Advertisements have been ubiquitous from the days of town criers and hand-painted signage, to radio spots and television commercials, and the digital billboards of the twenty-first century. Think back to a memorable ad from your childhood and write a lyrical essay inspired by the words and imagery found within it. How does the slogan resonate with a particular time in your life and your desires at that age? You might include snippets of phrases to consider how those words can take on new meanings when separated from their original context.

1.28.26

“The nice thing about writing fiction is that we can put our characters through things we’d never be brave—or foolhardy—enough to do,” writes Larissa Pham in a recent essay published on Literary Hub about how her debut novel, Discipline (Random House, 2026), was inspired by writing about a subject that scared her. “Through our writing, we leap into the unknown.” This week consider some of your greatest fears, anything from creepy crawlies to the loss of loved ones to melodramatic betrayal.
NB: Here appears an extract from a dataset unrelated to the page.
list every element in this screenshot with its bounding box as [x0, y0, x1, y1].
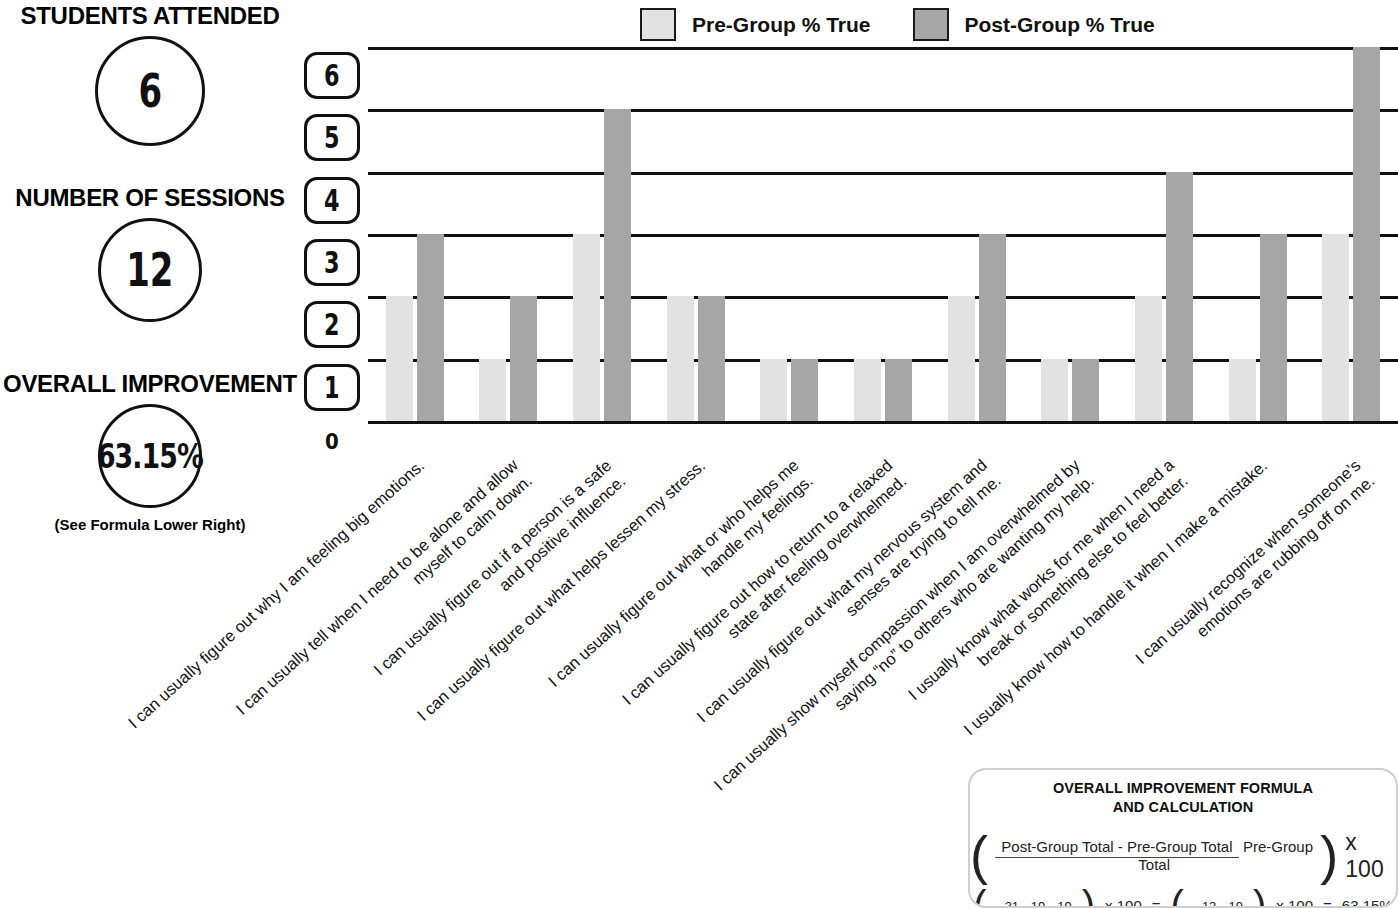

Write a short story that revolves around one of these fears, concocting an arc that fluctuates between moments of slow, modulated actions and descriptions of higher tensions. Do you find yourself inclined to take the story to intense extremes or to end things on a simmer?

1.27.26

In “Object Loss,” which appears in her Pulitzer Prize–winning poetry collection, Stag’s Leap (Knopf, 2012), Sharon Olds touches upon the emotions brought up from objects that were formerly tied to a romantic partner—a clock, a chair, a table. These physical items exemplify the metaphysicality of human connection. “As I add to the stash which will go to him,” writes Olds, “I feel as if I’m falling away / from family—as of each ponderous / object had been keeping me afloat. No, they were / the scenery of the play now closing, / lengthy run it had.” Jot down a list of objects that you’ve held on to from people you’ve loved in the past. Compose a poem that incorporates several of those items, taking care to describe their physical attributes. What sentiments did they evoke while in the act of parting, and after?

1.22.26

“A strange thing happens when a monument enters a museum: it becomes a lot less sure of itself,” writes Alex Kitnick in a 4Columns review about the MONUMENTS exhibition currently on display at the Museum of Contemporary Art in Los Angeles. “Separated from their pedestals, museum monuments look lost, wandering, missing their lift.” Taking inspiration from this exhibition, which decontextualizes toppled Confederate memorial statues, pick out a statue or memorial that you find striking. Write an essay about the original intentions of the monument and then think about what it would mean to take it out of its physical and historical context. How does this act connect to your personal experiences?